An important milestone on astrology’s way to becoming a pop-culture phenomenon in the 20th century (as opposed to a niche interest like theosophy or other forms of occultism) was the 1930 publication of an analysis of the birth chart of the newborn Princess Margaret (1930–2002), the only sibling of the future Queen Elizabeth II, by the British newspaper Sunday Express.
Reminiscing a few years later, the author of the analysis, the astrologer R. H. Naylor (1889–1952), didn’t find himself encumbered by undue modesty. He is quoted thus in Kim Farnell’s “The True History of Sun Sign Astrology”:
In 1930 I commenced a series of Astrological articles which have entirely altered the orientation of the public mind towards Astrology. I am aware all this sounds egotistical and perhaps boastful, but it so happens it is true.
Naylor, in his reading of the newborn princess’ stars, offered some general remarks about how the royal baby would “share certain basic characteristics common to all people born in the present month”, an indirect nod to the sun-sign astrology prescribed by another seminal British astrologer, Alan Leo (1860–1917). Leo was the creator of the assembly-line horoscope, in which the astrologer keeps prewritten paragraphs with stock interpretations for the positions of planets etc. and produces ‘personalised’ readings by joining them according to data furnished by the client. He also went on to champion another work- and time-saving strategy: the absolute predominance of the sun sign, which allowed astrologers to mass produce readings by reducing the public to 12 self-contained categories.
When Naylor brought astrology into the British press, the system was still in its early stages. His “Baby Margaret” column offered predictions and astrological advice for people who had birthdays in the week following the publication. For instance:
It’s not particularly lucky to have your birth anniversary fall on Tuesday, August 26, this year. Progress will be rather slow, probably through a failure to grasp opportunities offered. Young folk will suffer from irritating restraint on the part of their seniors. People of mature age, on the other hand, will have to make sacrifices in the interest of the younger generation.
It would be hard to find a better invitation to exercise personal validation, a process in which people interpret generic utterances as highly personal and specific: several of those who were accused, in such a shotgun fashion, of “a failure to grasp opportunities offered” would have very different, and very particular, “opportunities” in mind, and many would feel compelled to compliment the astrologer on his perspicacity. It is also a very good prefiguration of the kind of language that would later become typical of the sun-sign newspaper column.

And what about the predictions for the newborn princess? Nicholas Campion, in his two-volume history of Western astrology, singles out one of them as an undisputed astrological triumph, “simple” and “effective,” a “successful forecast”. The prediction was that “events of tremendous importance to the Royal Family and the nation will come about near her seventh year (1937)”.
Notice the open-endedness: “tremendous importance” may fit any number of events, from the birth of a child to a marriage, a scandal, serious illness of some sort, and even suicide or murder. “Near” 1937 is as fuzzy a timeframe as it can be: one might argue that anything of royal importance happening between 1935 and 1940 would satisfy it.
In actual events, in December 1936 King Edward VIII (1894–1972) abdicated the throne to marry the American divorcée Wallis Simpson (1896–1986), making Margaret’s father the new king of England, George VI (1895–1952).
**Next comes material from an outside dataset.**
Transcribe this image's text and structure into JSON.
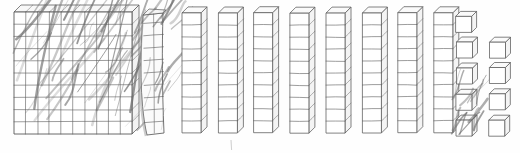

It was the greatest scandal in the history of the British monarchy before the recent events involving former-Prince Andrew.
Here we find another staple of the astrological way to describe the future, a prophecy that is useless until after the fact it supposedly predicted. Once distilled to its core assertion – “something very important for the royal family and the nation will happen between 1935 and 1940” – the prediction becomes thin, unsubstantial, almost ethereal; the number of events that could be retrofitted to satisfy it boggles the mind. For instance, if the abdication hadn’t happened, the start of World War II in 1939 could easily have been recruited to make it “true.”
Anyway, Naylor’s knack for saying useless things that sounded like successful predictions – even when they failed – turned astrological advice into circulation steroids for newspapers. In his memoirs, the journalist Arthur Christiansen (1904–1963), who was in charge of editing Naylor’s columns, wrote that:
Naylor and his horoscopes became a power in the land. If he said that Monday was a bad day for buying, then the buyers of more than one West End store waited for the stars to become more propitious. Gradually, of course, every newspaper published a horoscope, and you paid your money and bought and sold from Monday to Friday according to which prophet you followed.
Christiansen, curiously, didn’t consider Princess Margaret’s birth chart a great triumph. Focusing on the rosy predictions for her romantic life and contrasting them with reality – the princess was impeded from marrying the man she really loved and forced into an unhappy relationship marred by scandal and infidelity – the journalist commented: “How wrong can you be!”
What Science Says About Astrology by Carlos Orsi is out on May 19th, published by Columbia University Press.